Abstract
The properties of chitosan coatings on titanium surfaces may be influenced by a variety of factors, including their chemical characteristics and the deposition method. The aim of this research was to determine the influence of a chitosan’s origin (a type of shrimp) and deacetylation degree (DD), when deposited on a very smooth titanium surface, on adhesion and biological behavior. The tests were performed using chitosan of a degree of 87% or 84% of deacetylation and that originated from armor crabs or shrimp armor. The technology of fabrication of chitosan coatings was by surface polishing to a smooth surface, oxidation in air, and immersion in a chitosan solution. The surface topographies were analyzed with an atomic force microscope and their water contact angles were measured by a falling drop method with a goniometer. The bioactivity tests were done in in vitro on osteogenic cells, type MC3T3-E1, with a biological microscope. The abrasion of the coatings was examined using a nano tribotester.

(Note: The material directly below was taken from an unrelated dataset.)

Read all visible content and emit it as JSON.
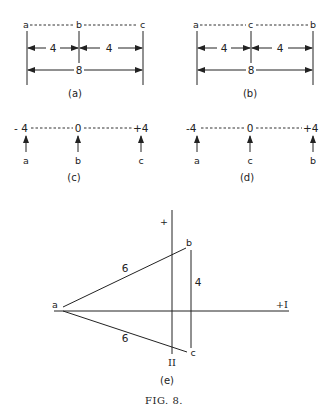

The obtained results revealed that the adhesion of the coatings onto a smooth, oxidized titanium surface is appropriate as they remain sufficiently adjacent to the surface after wear tests. The source of chitin has a significant influence on biological properties, and the deacetylation degree is much less critical. The performed tests demonstrated the crucial role that the source of chitosan and the applicability of the applied surface treatment play in the preparation of chitosan coatings.
1. Introduction
Chitosan is a linear polysaccharide consisting of linked D-glucosamine with randomly located N-acetyl-glucosamine groups. It is biocompatible, bioactive, and antimicrobial in water-insoluble form, and it can be quickly processed into membranes, films, gels and hydrogels, nanofibers, beads, nanoparticles, nanospheres, microspheres, microgranules, scaffolds, and sponges [,,,,]. Chitosan is obtained by chemical or enzymatic deacetylation of chitin. The substrate is derived from the shells of shrimps, crabs, or crevettes [] and found in different fungi, insects, and food []. Its medical applications are numerous and include delivery systems for growth factors, DNAs, and small interfering RNAs (siRNAs) [], chitosan membranes in dental implantology and as scaffolds for producing artificial skin and cartilage [,], wound dressings [] and leather materials with an antimicrobial activity [,], composite-polymer-based materials for bone repair [,,], and as a support material for controlled drug and non-viral gene delivery [].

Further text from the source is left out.